Last month in Kansas City I gave a talk on “Welcome to the Jungle,” based on my recent essay of the same name (sequel to “The Free Lunch Is Over”) concerning the turn to mainstream heterogeneous distributed computing and the end of Moore’s Law.

Perceptive Software has now made the talk available online [EOA: the talk itself starts six minutes in]:

Welcome to the Jungle

In the twilight of Moore’s Law, the transitions to multicore processors, GPU computing, and HaaS cloud computing are not separate trends, but aspects of a single trend – mainstream computers from desktops to ‘smartphones’ are being permanently transformed into heterogeneous supercomputer clusters. Henceforth, a single compute-intensive application will need to harness different kinds of cores, in immense numbers, to get its job done. – The free lunch is over. Now welcome to the hardware jungle.

I hope you enjoy it.

Warning: It’s two hours (with Q&A) because of the broad and deep material. There’s a nice pause point between major sections at the one-hour mark that makes it convenient to split it into two one-hour lunchtime brownbag viewings.

10 thoughts on “Talk Video: Welcome to the Jungle

  1. @pjmlp: You can do either. There are benefits to statically picking your intended target core types (specifically, instruction sets) and generate optimized code for those (fat binary), and still be able to schedule them dynamically across any combination of such cores that happens to be available.
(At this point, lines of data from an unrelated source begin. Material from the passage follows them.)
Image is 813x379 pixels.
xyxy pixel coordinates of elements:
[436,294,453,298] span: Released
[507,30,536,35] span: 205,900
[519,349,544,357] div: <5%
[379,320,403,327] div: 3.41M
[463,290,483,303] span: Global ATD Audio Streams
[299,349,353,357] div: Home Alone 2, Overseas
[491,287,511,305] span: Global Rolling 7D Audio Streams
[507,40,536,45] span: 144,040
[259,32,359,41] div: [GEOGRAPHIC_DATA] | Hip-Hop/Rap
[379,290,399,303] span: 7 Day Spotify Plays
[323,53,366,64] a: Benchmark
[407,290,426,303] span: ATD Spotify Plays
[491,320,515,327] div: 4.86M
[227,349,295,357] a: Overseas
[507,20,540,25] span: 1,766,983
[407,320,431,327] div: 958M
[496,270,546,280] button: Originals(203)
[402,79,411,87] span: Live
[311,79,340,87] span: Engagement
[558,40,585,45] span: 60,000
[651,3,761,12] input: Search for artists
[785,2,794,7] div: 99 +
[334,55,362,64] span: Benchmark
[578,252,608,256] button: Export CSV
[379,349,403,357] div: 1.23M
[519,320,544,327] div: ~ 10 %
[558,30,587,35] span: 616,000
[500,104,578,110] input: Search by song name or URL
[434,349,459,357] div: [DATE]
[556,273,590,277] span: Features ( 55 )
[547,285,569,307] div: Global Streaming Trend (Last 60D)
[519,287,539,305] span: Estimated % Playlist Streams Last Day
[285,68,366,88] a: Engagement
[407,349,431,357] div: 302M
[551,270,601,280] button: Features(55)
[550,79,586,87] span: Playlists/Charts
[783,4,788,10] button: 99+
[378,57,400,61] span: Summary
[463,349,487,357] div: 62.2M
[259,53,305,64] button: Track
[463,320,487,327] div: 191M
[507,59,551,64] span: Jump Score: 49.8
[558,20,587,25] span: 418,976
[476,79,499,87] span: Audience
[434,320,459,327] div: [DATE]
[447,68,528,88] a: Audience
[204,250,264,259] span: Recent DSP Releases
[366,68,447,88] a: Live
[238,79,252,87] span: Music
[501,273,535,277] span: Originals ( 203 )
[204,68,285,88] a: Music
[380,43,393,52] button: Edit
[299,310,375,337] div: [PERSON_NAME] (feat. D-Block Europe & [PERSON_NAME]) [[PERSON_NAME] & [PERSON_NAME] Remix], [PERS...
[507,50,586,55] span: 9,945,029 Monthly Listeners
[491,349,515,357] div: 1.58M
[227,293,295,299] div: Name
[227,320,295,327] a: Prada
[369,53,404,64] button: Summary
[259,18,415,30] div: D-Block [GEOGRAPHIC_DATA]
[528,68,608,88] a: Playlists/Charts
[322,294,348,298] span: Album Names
That will generally work because the number of targets for a single application binary is small and likely to stay reasonably small (e.g., you’d still probably ship different binaries for ARM and x86). But if you want to use arbitrary kinds of cores with the same binary, then you’d resort to JIT or similar (e.g., to cover “all GPUs” as a single target). It’s a tradeoff.

  2. Very nice presentation.

    One question about the way you answered the last guy. Somehow you did not address the situation where the deployment is fully heterogeneous, in scenarios where you don’t have control about the target processors.
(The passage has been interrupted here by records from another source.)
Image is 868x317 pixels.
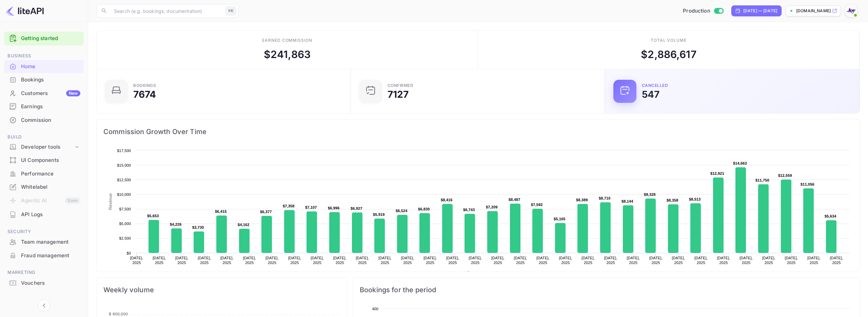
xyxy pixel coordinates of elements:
input: Search (e.g. bookings, documentation) [110,4,223,18]
div: UI Components [21,157,80,164]
a: Getting started [21,35,80,42]
div: API Logs [4,208,84,221]
text: $6,524 [395,208,407,213]
text: $7,592 [531,203,543,206]
text: $2,500 [119,236,131,240]
text: $5,634 [825,214,837,218]
div: Customers [21,89,80,98]
a: Vouchers [4,276,84,288]
div: Bookings [134,84,156,88]
text: Revenue [108,193,113,209]
text: $5,165 [554,217,566,221]
text: [DATE], 2025 [288,255,301,264]
div: $ 2,886,617 [640,47,697,62]
a: CustomersNew [4,87,84,100]
text: 400 [372,307,379,311]
text: $14,663 [733,161,747,165]
text: [DATE], 2025 [739,255,753,264]
text: [DATE], 2025 [762,255,775,264]
text: [DATE], 2025 [311,255,323,264]
a: API Logs [4,208,84,220]
img: LiteAPI logo [6,6,43,17]
text: [DATE], 2025 [536,255,549,264]
a: Commission [4,113,84,126]
text: $6,996 [328,205,340,210]
div: Commission [4,113,84,127]
text: [DATE], 2025 [491,255,504,264]
div: Earned commission [262,37,312,43]
text: [DATE], 2025 [356,255,369,264]
text: $8,416 [440,198,452,202]
text: $7,209 [486,205,498,209]
text: [DATE], 2025 [468,255,482,264]
div: Vouchers [4,276,84,289]
text: $10,000 [117,193,131,196]
text: [DATE], 2025 [153,255,166,264]
a: Home [4,60,84,73]
div: Confirmed [388,84,414,88]
span: Business [4,53,84,60]
img: With Joy [846,6,856,17]
div: 7674 [134,89,157,99]
div: Performance [4,167,84,181]
text: $0 [126,251,131,255]
div: Team management [21,238,80,246]
text: [DATE], 2025 [717,255,731,264]
span: Production [683,7,710,15]
text: [DATE], 2025 [627,255,639,264]
text: $4,162 [238,222,250,227]
div: Bookings [4,73,84,87]
div: Commission [21,116,80,124]
div: Bookings [21,76,80,84]
text: [DATE], 2025 [175,255,189,264]
text: [DATE], 2025 [513,255,527,264]
text: [DATE], 2025 [830,255,843,264]
text: $8,358 [666,198,678,202]
span: Marketing [4,268,84,276]
text: $8,487 [509,197,521,202]
div: Switch to Sandbox mode [680,7,726,15]
div: 547 [641,89,660,99]
text: [DATE], 2025 [807,255,820,264]
text: $3,730 [193,225,204,229]
p: [DOMAIN_NAME] [796,7,830,14]
div: 7127 [388,89,409,99]
text: [DATE], 2025 [379,255,392,264]
text: [DATE], 2025 [581,255,594,264]
span: Security [4,228,84,235]
text: [DATE], 2025 [559,255,572,264]
text: [DATE], 2025 [446,255,460,264]
span: Weekly volume [103,284,340,295]
div: Team management [4,235,84,249]
text: $6,743 [463,207,475,212]
text: $15,000 [117,163,131,167]
text: $8,513 [689,197,701,201]
div: New [66,90,80,96]
text: $7,358 [283,204,295,208]
text: $5,919 [373,212,385,217]
text: [DATE], 2025 [265,255,278,264]
a: Team management [4,235,84,248]
text: Revenue [473,271,490,276]
text: [DATE], 2025 [650,255,663,264]
div: API Logs [21,210,80,218]
div: CANCELLED [641,84,668,88]
a: Fraud management [4,249,84,262]
text: $6,927 [350,206,362,210]
text: [DATE], 2025 [424,255,437,264]
span: Build [4,134,84,141]
text: $4,226 [170,222,182,226]
text: [DATE], 2025 [334,255,346,264]
div: Getting started [4,31,84,45]
div: Home [21,63,80,71]
text: [DATE], 2025 [220,255,234,264]
text: $12,921 [710,171,724,175]
text: [DATE], 2025 [198,255,211,264]
a: UI Components [4,154,84,166]
div: CustomersNew [4,87,84,100]
div: Performance [21,170,80,178]
div: $ 241,863 [264,47,311,62]
text: $17,500 [117,148,131,153]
    Are you suggesting the use of fat binaries for such scenarios, or the type of dynamic loading with custom processor algorithms as it was quite common in the late 90’s?

    Somehow this seems a step back on how to handle heterogeneous scenarios, as it does not scale, at least with the current type of technologies we have available.
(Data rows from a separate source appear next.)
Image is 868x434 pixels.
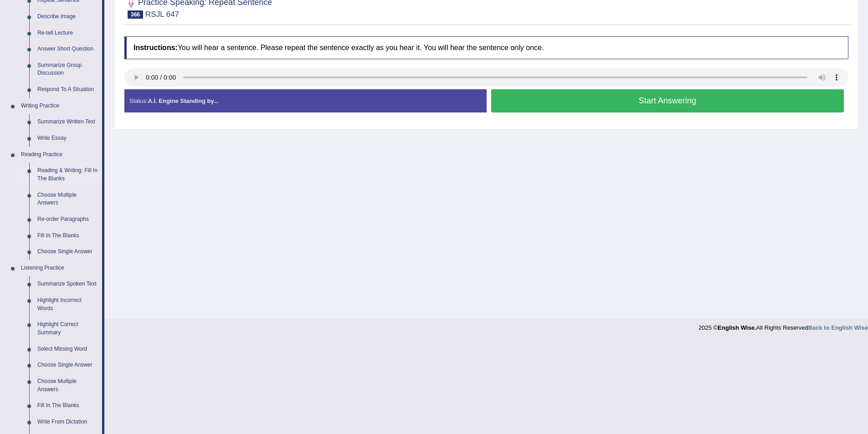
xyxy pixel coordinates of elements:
[698,319,868,332] div: 2025 © All Rights Reserved
[33,8,102,25] a: Describe Image
[17,146,102,163] a: Reading Practice
[128,10,143,19] span: 366
[33,374,102,398] a: Choose Multiple Answers
[33,414,102,431] a: Write From Dictation
[17,260,102,277] a: Listening Practice
[147,97,218,104] strong: A.I. Engine Standing by...
[33,187,102,212] a: Choose Multiple Answers
[134,44,178,52] b: Instructions:
[33,228,102,244] a: Fill In The Blanks
[33,130,102,146] a: Write Essay
[124,90,486,113] div: Status:
[17,98,102,114] a: Writing Practice
[717,324,755,331] strong: English Wise.
[33,162,102,187] a: Reading & Writing: Fill In The Blanks
[33,316,102,341] a: Highlight Correct Summary
[33,58,102,81] a: Summarize Group Discussion
[33,81,102,98] a: Respond To A Situation
[124,36,849,59] h4: You will hear a sentence. Please repeat the sentence exactly as you hear it. You will hear the se...
[33,293,102,316] a: Highlight Incorrect Words
[491,90,844,113] button: Start Answering
[33,41,102,58] a: Answer Short Question
[33,357,102,374] a: Choose Single Answer
[808,324,868,331] a: Back to English Wise
[33,276,102,293] a: Summarize Spoken Text
[33,212,102,228] a: Re-order Paragraphs
[33,25,102,41] a: Re-tell Lecture
[33,114,102,130] a: Summarize Written Text
[146,10,179,19] small: RSJL 647
[33,244,102,260] a: Choose Single Answer
[33,341,102,358] a: Select Missing Word
[33,398,102,414] a: Fill In The Blanks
  3. These days when I am selecting video with platform reach in mind I go for MPEG 4 (.mp4) files. Flash I find is a security and performance nightmare. It’s also a no-go on iOS, and that’s a big deal for me as I run Windows, OS X and iOS.

  4. @Tom @Herb: What’s so wrong with flash that it should be boycotted? Have I been being abused by it in some way I’m not aware of? Also,does HTML5 have any bearing on the subject?

  5. Thanks for the link. I will try to watch it. My connection at home sucks (will be better in a few months but right now this is a shame so close to Munich, we only have 384 kbit/s) but maybe I can watch it somewhere else.
    I already read your article “Welcome to the jungle”. Fantastic article and I agree that distributed and parallel programming will be much more important in the programmers toolbox than they are now. Many haven’t realized it yet but it is god to know that many programming languages are moving in the right direct, like C++11 (with threads, futures, etc) or libraries like TBB, Java with lambdas and parallel collections with Java 8, Scala with parallel collections (since 2.9) and frameworks like Akka.
    All those developments on the hardware and the new C++11 standard made C++ interesting again and I am currently reading Nicolai Josutti’s 2nd edition of his book about the standard library. Even for a (mostly) Java guy like me it helps to learn as much as possible about how concurrency is done in other languages like C++11, Scala, Clojure, etc.

    Exciting times indeed for a developer who likes concurrency!

    I also love your posts about “Effective Concurrency”. Any plans to make this a book?

    Markus

  6. @Tom: Sorry, I have no control over the technologies they used, and I feel similarly about Flash (I use Flash blockers by default). I didn’t expect the talk to be available online at all, so having it in any format is already sort of a bonus.

  7. Hi Herb,

    I’d love to watch this, but is there perchance a downloadable version? We run a Adobe Flash free household here?